Shan turned toward the bedroom door, where Judson stood with an ashen-faced Sung. Suddenly Tuan was pushing past them, rushing to Vogel. He set the bottle and glass on the bed table, then lifted the German. “Here we go,” he said in the comforting tone of a servant as he leaned Vogel upright against the wall. “Time to clean up.” It was not the first time Tuan had tended to the German. When Tuan glanced at Shan, there was shame in his eyes.
Vogel stirred, recognized Tuan, and patted him on the shoulder. “That’s my boy,” he said. “You always understand.”
Tuan began unbuttoning his shirt.
As Vogel’s head lolled back and forth, he took notice again of Shan. “Pao needs me,” he stated with an impressive attempt to sound sober. “I can do things no one else would dare do. I showed him last night,” he said in a lower, conspiratorial tone. Suddenly he saw Sung and Judson and straightened, stretching out his syllables as he spoke. “Dip-lo-ma-tic fuck-ing im-mun-i-ty,” he declared as he saluted them.
* * *
By the time the Commission took its midafternoon break Shan had difficulty staying awake. Judson had taken the chair beside him after lunch and kept kicking him as he dozed off. Tuan took no notice, for all his attention was on the big German. Vogel had made his appearance after lunch, washed and shaved, leaning on Tuan every few steps until he settled into his chair by Choi.
“Take an hour or two,” Judson urged Shan as the others left the conference room. “You need sleep.”
“I don’t think I can sleep again in my quarters.”
Judson extracted a key from his pocket. “There’s a sofa in my rooms. Help yourself to the food. I bought a box of tea.”
Tuan, who knew Shan never took the elevator, waited for him, sitting in the stairwell. He glanced up at Shan and quickly looked away. “It’s what I do for Pao,” he began in a forlorn tone. “Help his helpers. Pick up the trash. I didn’t know anything about Lin or about them trying to kill you. You have to believe me.”

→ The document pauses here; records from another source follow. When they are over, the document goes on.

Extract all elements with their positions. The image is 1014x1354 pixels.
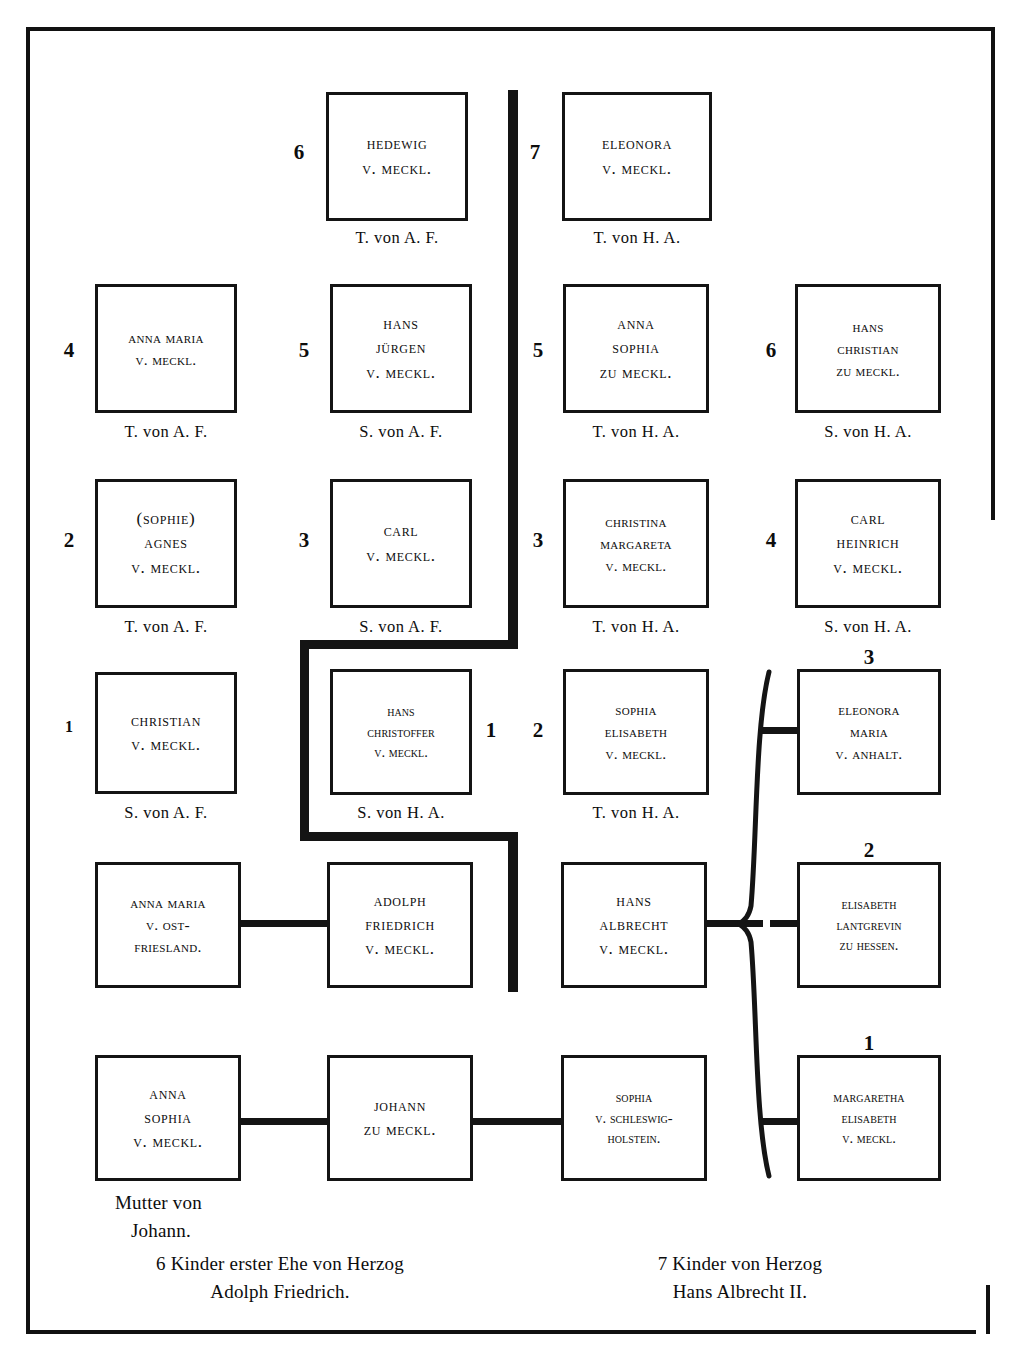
- node-line: Anna Maria: [130, 892, 205, 914]
- node-hans-albrecht[interactable]: Hans Albrecht v. Meckl.: [561, 862, 707, 988]
- caption-sophia-elisabeth: T. von H. A.: [563, 803, 709, 823]
- node-line: v. Meckl.: [366, 361, 436, 385]
- node-line: Carl: [384, 519, 419, 543]
- caption-hedewig: T. von A. F.: [326, 228, 468, 248]
- node-line: Eleonora: [602, 132, 672, 156]
- ordinal-hans-christian: 6: [760, 338, 782, 363]
- right-note-line-1: 7 Kinder von Herzog: [580, 1250, 900, 1278]
- node-line: Margareta: [600, 533, 672, 555]
- ordinal-christina: 3: [527, 528, 549, 553]
- node-line: Sophia: [616, 1087, 653, 1108]
- node-line: Lantgrevin: [836, 915, 901, 936]
- node-hans-christian[interactable]: Hans Christian zu Meckl.: [795, 284, 941, 413]
- node-line: Friedrich: [365, 913, 434, 937]
- node-line: v. Meckl.: [131, 556, 201, 580]
- node-line: zu Meckl.: [364, 1118, 437, 1142]
- ordinal-eleonora: 7: [524, 140, 546, 165]
- right-note-line-2: Hans Albrecht II.: [580, 1278, 900, 1306]
- node-line: Eleonora: [838, 699, 900, 721]
- node-line: v. Meckl.: [362, 157, 432, 181]
- frame-left-border: [26, 27, 30, 1334]
- node-line: v. Meckl.: [136, 349, 197, 371]
- node-line: Johann: [374, 1094, 426, 1118]
- node-hans-juergen[interactable]: Hans Jürgen v. Meckl.: [330, 284, 472, 413]
- node-elisabeth-hessen[interactable]: Elisabeth Lantgrevin zu Hessen.: [797, 862, 941, 988]
- node-line: Agnes: [144, 531, 187, 555]
- node-line: Sophia: [144, 1106, 191, 1130]
- node-line: Hans: [387, 701, 415, 722]
- node-anna-maria-ost[interactable]: Anna Maria v. Ost- Friesland.: [95, 862, 241, 988]
- node-line: Sophia: [615, 699, 657, 721]
- node-line: Elisabeth: [605, 721, 668, 743]
- frame-bottom-border: [26, 1330, 976, 1334]
- node-line: Friesland.: [134, 936, 201, 958]
- connector-elbow-top: [300, 640, 518, 649]
- caption-carl-heinrich: S. von H. A.: [795, 617, 941, 637]
- connector-spine-adolph-upper: [508, 90, 518, 648]
- ordinal-anna-sophia-zu: 5: [527, 338, 549, 363]
- caption-agnes: T. von A. F.: [95, 617, 237, 637]
- node-line: v. Meckl.: [606, 555, 667, 577]
- node-line: zu Hessen.: [839, 935, 898, 956]
- node-line: v. Meckl.: [133, 1130, 203, 1154]
- node-anna-maria[interactable]: Anna Maria v. Meckl.: [95, 284, 237, 413]
- node-line: v. Anhalt.: [836, 743, 903, 765]
- node-eleonora[interactable]: Eleonora v. Meckl.: [562, 92, 712, 221]
- node-hedewig[interactable]: Hedewig v. Meckl.: [326, 92, 468, 221]
- node-line: v. Meckl.: [599, 937, 669, 961]
- caption-christina: T. von H. A.: [563, 617, 709, 637]
- ordinal-carl-heinrich: 4: [760, 528, 782, 553]
- genealogy-chart: 6 Hedewig v. Meckl. T. von A. F. 7 Eleon…: [0, 0, 1014, 1354]
- caption-hans-christian: S. von H. A.: [795, 422, 941, 442]
- node-carl-heinrich[interactable]: Carl Heinrich v. Meckl.: [795, 479, 941, 608]
- node-sophia-elisabeth[interactable]: Sophia Elisabeth v. Meckl.: [563, 669, 709, 795]
- node-line: Margaretha: [833, 1087, 904, 1108]
- caption-carl: S. von A. F.: [330, 617, 472, 637]
- node-line: v. Meckl.: [842, 1128, 896, 1149]
- node-adolph-friedrich[interactable]: Adolph Friedrich v. Meckl.: [327, 862, 473, 988]
- ordinal-margaretha: 1: [858, 1031, 880, 1056]
- node-line: Christoffer: [367, 722, 434, 743]
- caption-christian: S. von A. F.: [95, 803, 237, 823]
- node-line: Anna: [149, 1082, 186, 1106]
- node-line: Hedewig: [367, 132, 428, 156]
- node-hans-christoffer[interactable]: Hans Christoffer v. Meckl.: [330, 669, 472, 795]
- left-note-line-1: 6 Kinder erster Ehe von Herzog: [100, 1250, 460, 1278]
- mutter-line-2: Johann.: [115, 1217, 202, 1245]
- caption-eleonora: T. von H. A.: [562, 228, 712, 248]
- caption-anna-maria: T. von A. F.: [95, 422, 237, 442]
- node-line: v. Meckl.: [366, 544, 436, 568]
- node-line: Carl: [851, 507, 886, 531]
- ordinal-elisabeth-hessen: 2: [858, 838, 880, 863]
- ordinal-carl: 3: [293, 528, 315, 553]
- node-christina[interactable]: Christina Margareta v. Meckl.: [563, 479, 709, 608]
- mutter-line-1: Mutter von: [115, 1189, 202, 1217]
- node-line: Sophia: [612, 336, 659, 360]
- node-johann[interactable]: Johann zu Meckl.: [327, 1055, 473, 1181]
- node-eleonora-maria[interactable]: Eleonora Maria v. Anhalt.: [797, 669, 941, 795]
- consorts-brace: [735, 668, 785, 1180]
- node-anna-sophia-v[interactable]: Anna Sophia v. Meckl.: [95, 1055, 241, 1181]
- node-christian[interactable]: Christian v. Meckl.: [95, 672, 237, 794]
- node-line: Albrecht: [600, 913, 669, 937]
- node-line: Elisabeth: [841, 1108, 896, 1129]
- caption-hans-juergen: S. von A. F.: [330, 422, 472, 442]
- ordinal-eleonora-maria: 3: [858, 645, 880, 670]
- marriage-bar-annamaria-adolph: [235, 920, 327, 927]
- node-line: v. Meckl.: [606, 743, 667, 765]
- node-anna-sophia-zu[interactable]: Anna Sophia zu Meckl.: [563, 284, 709, 413]
- mutter-von-johann-note: Mutter von Johann.: [115, 1189, 202, 1244]
- node-line: v. Ost-: [146, 914, 190, 936]
- node-line: Holstein.: [607, 1128, 660, 1149]
- node-line: Christina: [605, 511, 666, 533]
- ordinal-agnes: 2: [58, 528, 80, 553]
- node-sophia-schleswig[interactable]: Sophia v. Schleswig- Holstein.: [561, 1055, 707, 1181]
- connector-spine-adolph-lower: [508, 832, 518, 992]
- node-line: Hans: [852, 316, 883, 338]
- node-agnes[interactable]: (Sophie) Agnes v. Meckl.: [95, 479, 237, 608]
- node-line: Christian: [837, 338, 898, 360]
- node-carl[interactable]: Carl v. Meckl.: [330, 479, 472, 608]
- node-line: v. Meckl.: [374, 742, 428, 763]
- node-margaretha[interactable]: Margaretha Elisabeth v. Meckl.: [797, 1055, 941, 1181]
- frame-top-border: [26, 27, 994, 31]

Shan sat beside him. “Vogel couldn’t have been trusted to be alone. Someone had to help him clean up. That’s not what bothers me. What bothers me is how I missed so many obvious signs. You were in Macau too.”
When Tuan finally spoke, his voice was tiny. “A reward for faithful service, Pao called it.”
“Did you help carry that body out of Vogel’s room there?”
“I do what the Deputy Secretary tells me. Vogel was too drunk to help.”
“So Pao got you and Captain Lu to clean up the mess. What did Lu think about it?”
“At first he seemed grateful to be trusted by Pao. But by the end of the night, he was frightened. A detective showed up, started asking questions. A bartender saw the girl go into an elevator with Vogel.”
“There’s a video of Pao killing Lu in the mountains. When he was done, he got in the back of his car and drove away. He never drives himself. You must have been at the wheel. There was someone else in the shadows. Who drove away with Lu’s body, then faked the accident. Was that Lin?”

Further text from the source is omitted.